Action item
Output, without alteration, the first line of the entries and each line after it, stopping with the line that contains "What do you see at coordinates (524, 347)".

(Excerpts from a dataset)
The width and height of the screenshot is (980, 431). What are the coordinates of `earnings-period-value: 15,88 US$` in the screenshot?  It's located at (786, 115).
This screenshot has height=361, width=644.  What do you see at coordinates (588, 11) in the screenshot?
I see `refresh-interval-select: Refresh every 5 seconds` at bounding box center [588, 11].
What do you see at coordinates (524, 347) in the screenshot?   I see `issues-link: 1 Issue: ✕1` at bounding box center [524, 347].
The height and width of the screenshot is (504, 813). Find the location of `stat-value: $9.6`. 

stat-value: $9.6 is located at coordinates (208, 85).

Answer area
The width and height of the screenshot is (980, 431). What are the coordinates of `earnings-period-value: 15,88 US$` in the screenshot?  It's located at (786, 115).
This screenshot has height=361, width=644.  What do you see at coordinates (588, 11) in the screenshot?
I see `refresh-interval-select: Refresh every 5 seconds` at bounding box center [588, 11].
What do you see at coordinates (524, 347) in the screenshot?   I see `issues-link: 1 Issue: ✕1` at bounding box center [524, 347].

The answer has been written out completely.